Extracted records.
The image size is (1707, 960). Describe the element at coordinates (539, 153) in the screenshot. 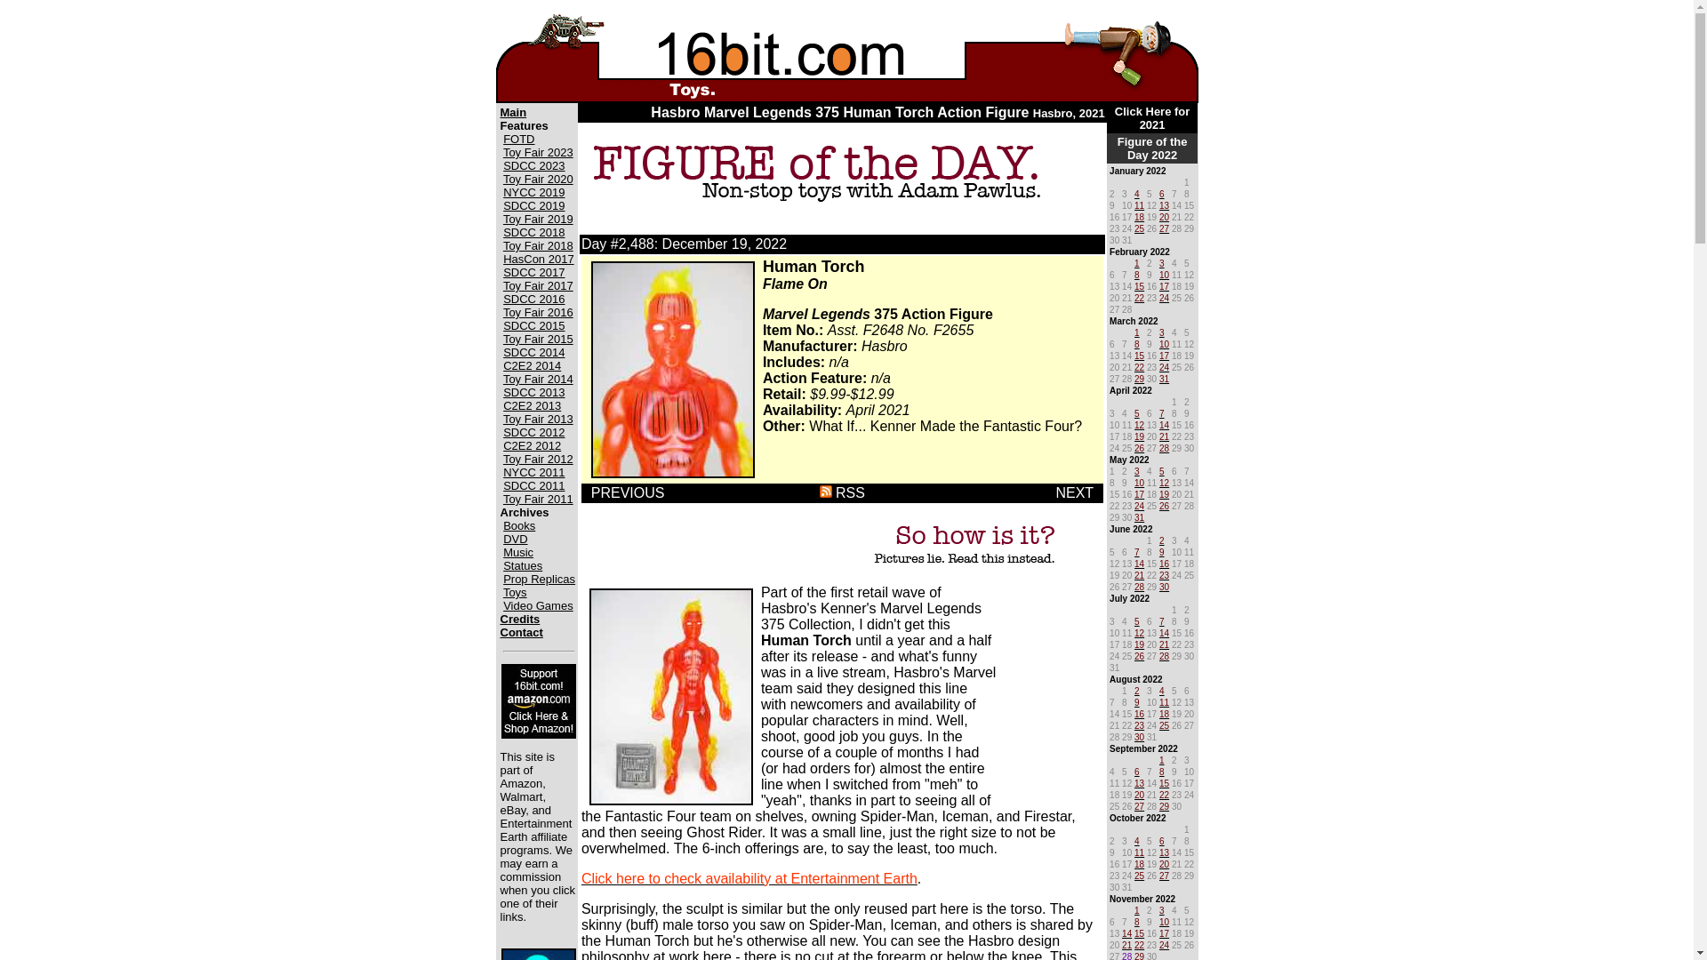

I see `Toy Fair 2023` at that location.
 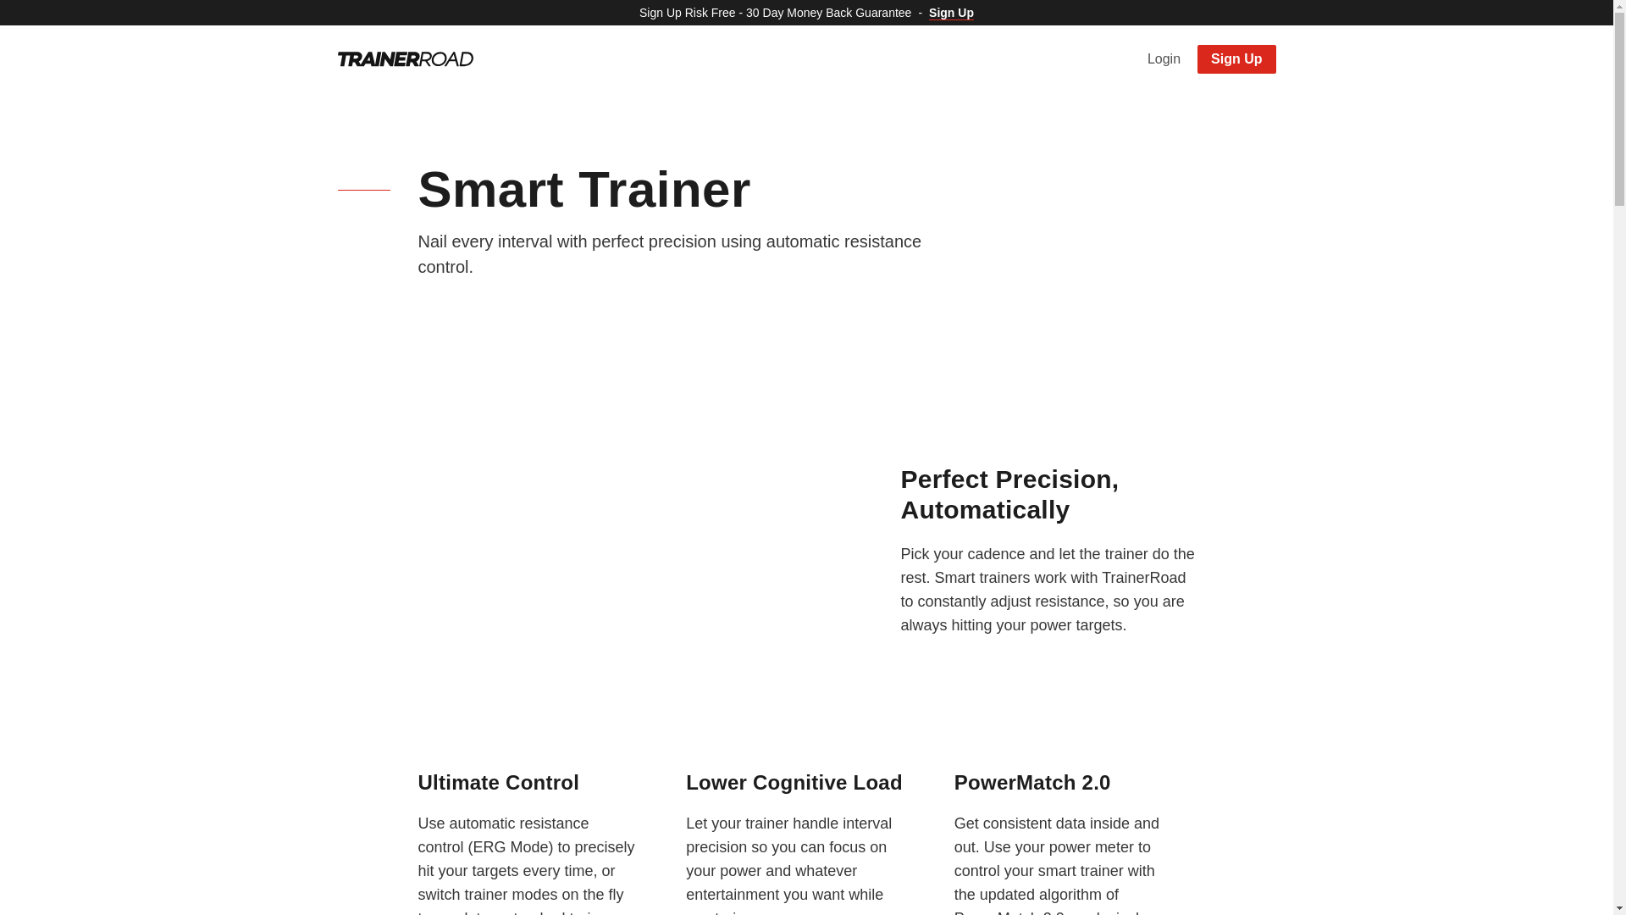 What do you see at coordinates (1164, 58) in the screenshot?
I see `Login` at bounding box center [1164, 58].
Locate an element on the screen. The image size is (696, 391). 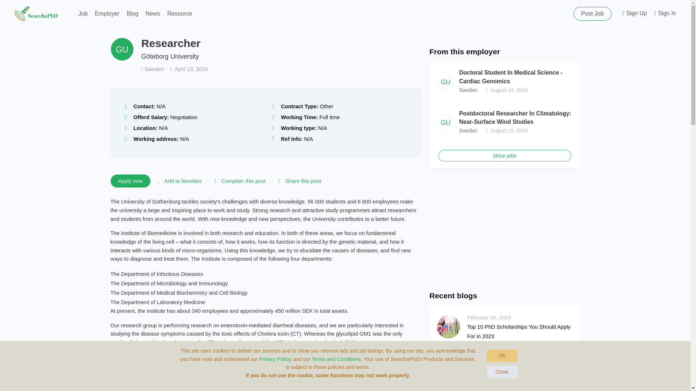
Complain this post is located at coordinates (238, 181).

Instructions for the task.
The answer must be the exact lines from the line with "Locate an element" to the final line of the data, both ends included, with no pictures.

Finished exercise.
Locate an element on the screen. The image size is (696, 391). 
Complain this post is located at coordinates (238, 181).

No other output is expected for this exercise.